The first of the lawsuits was filed in February by the NAACP on behalf of Democratic lawmakers who accused Trump, his former attorney Rudy Giuliani, the Proud Boys and the Oath Keepers of conspiring to prevent certification of the Electoral College vote on Jan. 6.

In March, Rep. Eric Swalwell, D-Calif., filed a similar complaint against Trump, Giuliani, Donald Trump Jr. and Rep. Mo Brooks of Alabama, a Trump ally. That same month, two Capitol Police officers filed a suit against Trump.

In each of those cases, Trump has sought to have charges dismissed by arguing that he was acting in his official capacity as president on Jan. 6 and therefore cannot face civil litigation. Other defendants, like Giuliani, have claimed that they were exercising their First Amendment rights to free speech when they spoke at rallies before the storming of the Capitol.

While the new lawsuit appears to largely rely on news reports and details gleaned from criminal cases filed by the Justice Department, it takes a broad view of the origins of the attack. It argues that the conspiracy to disrupt the election started as early as May 2020, when Trump began complaining on social media that mail-in voting could “lead to massive fraud.”

The suit accuses Stone, Trump’s long-time aide and ally, of echoing those and other claims, sometimes on right-wing news outlets like Infowars. Stone, who faced scrutiny early in the Justice Department’s investigation, has long denied any role in the riot.

At a presidential debate in September, the lawsuit notes, Trump appeared to summon members of the Proud Boys by telling them to “stand back and stand by.” The following month, according to the suit, Stewart Rhodes, the leader of the Oath Keepers, appeared on Infowars, predicting an impending civil war and vowing to post armed members of his group outside Washington in order to “save the White House.”

Rhodes is also under investigation in connection with the riot and recently acknowledged that he answered questions from the FBI, against the advice of his attorney.

A few weeks after the election, the lawsuit says, a key organizer of the Stop the Steal movement that promoted false claims of election fraud, Ali Alexander, appeared at rally outside the State Capitol in Georgia with the leader of the Proud Boys, Enrique Tarrio. “We’re going to stop the steal,” the suit quotes Alexander as saying. “But first we’re going to stop the certification.”

Alexander’s lawyer, Baron Coleman, has repeatedly said his client is not under investigation in connection with the riot. Tarrio was not in Washington on Jan. 6 but was sentenced this week to five months in prison for possessing illegal weapons and burning a Black Lives Matter flag stolen from a historic Black church in Washington after a separate pro-Trump rally in December that also descended into violence.

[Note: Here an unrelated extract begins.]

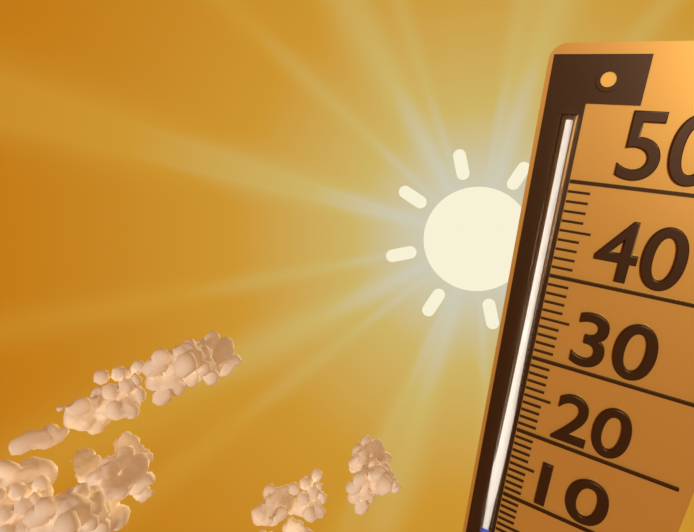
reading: 5 (no unit)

The suit mentions other steps along the path to Jan. 6: In late November, it says, a California-based political organizer named Alan Hostetter, who believed the election was stolen, posted a video on the internet claiming that people “at the highest levels” needed to be “made an example of with an execution or two or three.”

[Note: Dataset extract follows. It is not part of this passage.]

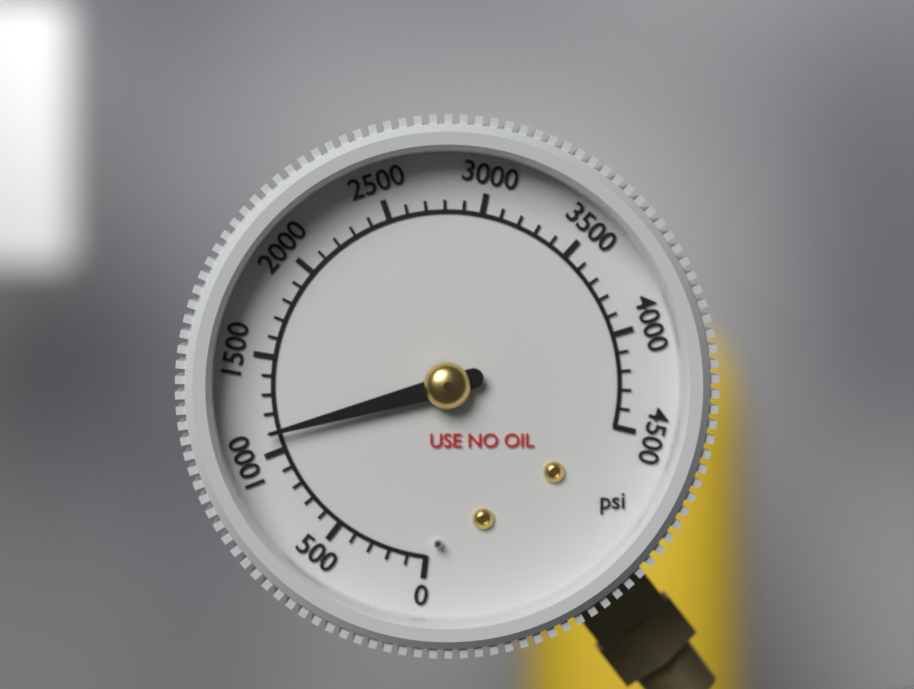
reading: 1100 psi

Hostetter, who was charged in June with conspiring to storm the Capitol with members of the Three per centre militia movement, also said in the video that he was going to return to Washington “with a million patriots, and we’ll surround that city.”

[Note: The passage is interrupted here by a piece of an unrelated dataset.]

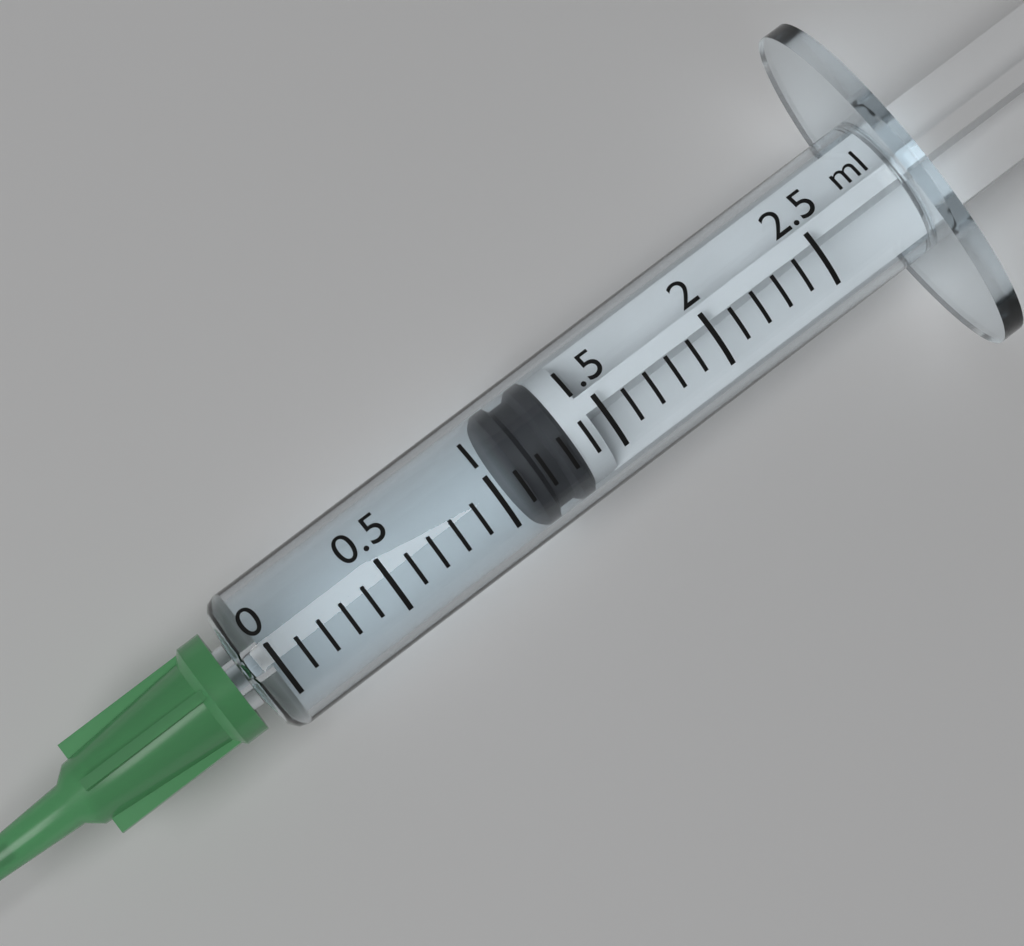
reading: 1.1 ml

As for Jan. 6, the suit paints a picture of Stop the Steal activists riling up the mob of Trump supporters gathered in Washington with lies about the election, which the president then echoed in a speech near the White House. Members of the Proud Boys, the Oath Keepers and the Three per centre movement, it claims, led the mob on the ground in the Capitol assault.

Trump, the lawsuit says, knew that “the situation at the Capitol was dire” but did not condemn the rioters. Instead, it says, he released a video two hours after the initial breach repeating his lie that the election and been stolen and telling the attackers that he loved them.